Disney CEO Bob Iger told investors on an earnings call on Wednesday that the company will begin “in earnest” cracking down on password sharing starting in September. Iger didn’t say how the company plans to limit password sharing, but that likely means monitoring subscribers’ logins away from home and making anyone suspected of account sharing pay a fee. The announcement comes months before Disney plans to raise monthly prices in October for Disney+, Hulu, ESPN+ and their respective bundles.
For most people, this means higher bills and tough decisions. As more streaming services enter the market, many of which also raise prices or introduce ad-supported plans, people who love watching movies will have to decide which two or three services they’re willing to shell out $10 to $20 a month for. Disney has a pretty strong back catalog, including Marvel, Pixar, and Star Wars, while Hulu also has shows like: bear ESPN+ has so much sports programming that many subscribers will likely pay to keep the service and even more to share their passwords.
“The crackdown on password sharing is working to the advantage of other streamers,” says Sarah Henschel, principal analyst at Omdia, who closely monitors the streaming market. “It’s an effective strategy to increase revenue, but it’s also fueling a lot of consumer dissatisfaction with streaming.” In other words, while subscribers will likely stick around and may even pay extra to share accounts, it may ultimately mean they don’t keep the service altogether.
And it worked for Netflix. Late last year, after a few shaky quarters, Netflix gained 9 million new subscribers worldwide as the streaming giant rolled out both its ad-supported plans and paid sharing programs. It hasn’t seen a significant drop in subscriber numbers since. For now, it’s the only test case. Max seems poised to start cracking down later this year or early next, and other companies are still investigating. But it shows that paying to share a streaming account isn’t necessarily going to drive people away. At least, for now.
“Netflix’s password crackdown, coupled with its advertising layer, has been a big contributor to its subscriber growth,” said Wade Payson Denney, an analyst at streaming industry research firm Parrot Analytics. Netflix added 11.8 million subscribers worldwide in the year before the crackdown and 39.3 million in the four quarters that followed, according to Parrot. Disney could see similar growth.
All Things Must Pass
This isn’t the first time Disney has warned of such a crackdown: Last year, Iger suggested the company was considering restricting the practice. The company announced plans to launch a paid sharing program in February, but only launched it in select markets in June.
Disney has been struggling to grow its subscriber base and turn a profit from streaming since it launched Disney+ in 2019. In the past three months, Disney+ has only added around 200,000 new subscribers, for a total of 153.8 million. That’s tiny compared to Netflix’s claimed 270 million-plus subscribers, but not bad and a big increase from last year. Meanwhile, Max is still trying to surpass 100 million subscribers.
Disney said in its earnings call on Wednesday that its streaming services as a whole turned a profit for the first time last quarter, earning an operating income of $47 million. That’s a sharp turnaround. Disney’s streaming business lost $512 million in the third quarter of last year, with the recent gains being largely thanks to ESPN+.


■ WORK INSTRUCTIONS
With images removed, transcribe each record exactly as it appears.
· · ·
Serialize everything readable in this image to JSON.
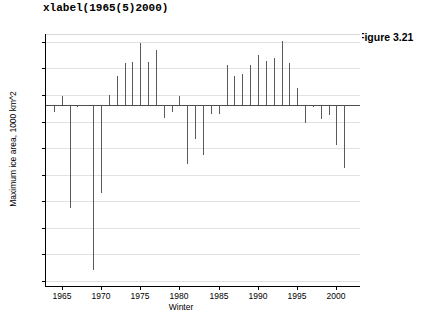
{
  "code_label": "xlabel(1965(5)2000)",
  "figure_caption": "Figure 3.21",
  "chart_data": {
    "type": "bar",
    "title": "",
    "xlabel": "Winter",
    "ylabel": "Maximum ice area, 1000 km^2",
    "xlim": [
      1963,
      2003
    ],
    "ylim": [
      36,
      226
    ],
    "ytick_values": [
      40,
      60,
      80,
      100,
      120,
      140,
      160,
      180,
      200,
      220
    ],
    "ytick_labels": [
      "40",
      "60",
      "80",
      "100",
      "120",
      "140",
      "160",
      "180",
      "200",
      "220"
    ],
    "xtick_values": [
      1965,
      1970,
      1975,
      1980,
      1985,
      1990,
      1995,
      2000
    ],
    "xtick_labels": [
      "1965",
      "1970",
      "1975",
      "1980",
      "1985",
      "1990",
      "1995",
      "2000"
    ],
    "grid": true,
    "grid_axis": "y",
    "baseline": 172.5,
    "bar_color": "#5a5a5a",
    "baseline_color": "#4d4d4d",
    "grid_color": "#e2e2e2",
    "categories": [
      1964,
      1965,
      1966,
      1967,
      1968,
      1969,
      1970,
      1971,
      1972,
      1973,
      1974,
      1975,
      1976,
      1977,
      1978,
      1979,
      1980,
      1981,
      1982,
      1983,
      1984,
      1985,
      1986,
      1987,
      1988,
      1989,
      1990,
      1991,
      1992,
      1993,
      1994,
      1995,
      1996,
      1997,
      1998,
      1999,
      2000,
      2001
    ],
    "values": [
      167,
      179,
      95,
      171,
      172,
      48,
      106,
      180,
      194,
      204,
      205,
      219,
      205,
      214,
      163,
      167,
      179,
      128,
      147,
      135,
      166,
      166,
      203,
      194,
      196,
      203,
      210,
      206,
      208,
      221,
      204,
      185,
      159,
      171,
      162,
      165,
      142,
      125
    ]
  }
}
· · ·
■ COMPLETED EXERCISE
Serialize everything readable in this image to JSON.
{
  "code_label": "xlabel(1965(5)2000)",
  "figure_caption": "Figure 3.21",
  "chart_data": {
    "type": "bar",
    "title": "",
    "xlabel": "Winter",
    "ylabel": "Maximum ice area, 1000 km^2",
    "xlim": [
      1963,
      2003
    ],
    "ylim": [
      36,
      226
    ],
    "ytick_values": [
      40,
      60,
      80,
      100,
      120,
      140,
      160,
      180,
      200,
      220
    ],
    "ytick_labels": [
      "40",
      "60",
      "80",
      "100",
      "120",
      "140",
      "160",
      "180",
      "200",
      "220"
    ],
    "xtick_values": [
      1965,
      1970,
      1975,
      1980,
      1985,
      1990,
      1995,
      2000
    ],
    "xtick_labels": [
      "1965",
      "1970",
      "1975",
      "1980",
      "1985",
      "1990",
      "1995",
      "2000"
    ],
    "grid": true,
    "grid_axis": "y",
    "baseline": 172.5,
    "bar_color": "#5a5a5a",
    "baseline_color": "#4d4d4d",
    "grid_color": "#e2e2e2",
    "categories": [
      1964,
      1965,
      1966,
      1967,
      1968,
      1969,
      1970,
      1971,
      1972,
      1973,
      1974,
      1975,
      1976,
      1977,
      1978,
      1979,
      1980,
      1981,
      1982,
      1983,
      1984,
      1985,
      1986,
      1987,
      1988,
      1989,
      1990,
      1991,
      1992,
      1993,
      1994,
      1995,
      1996,
      1997,
      1998,
      1999,
      2000,
      2001
    ],
    "values": [
      167,
      179,
      95,
      171,
      172,
      48,
      106,
      180,
      194,
      204,
      205,
      219,
      205,
      214,
      163,
      167,
      179,
      128,
      147,
      135,
      166,
      166,
      203,
      194,
      196,
      203,
      210,
      206,
      208,
      221,
      204,
      185,
      159,
      171,
      162,
      165,
      142,
      125
    ]
  }
}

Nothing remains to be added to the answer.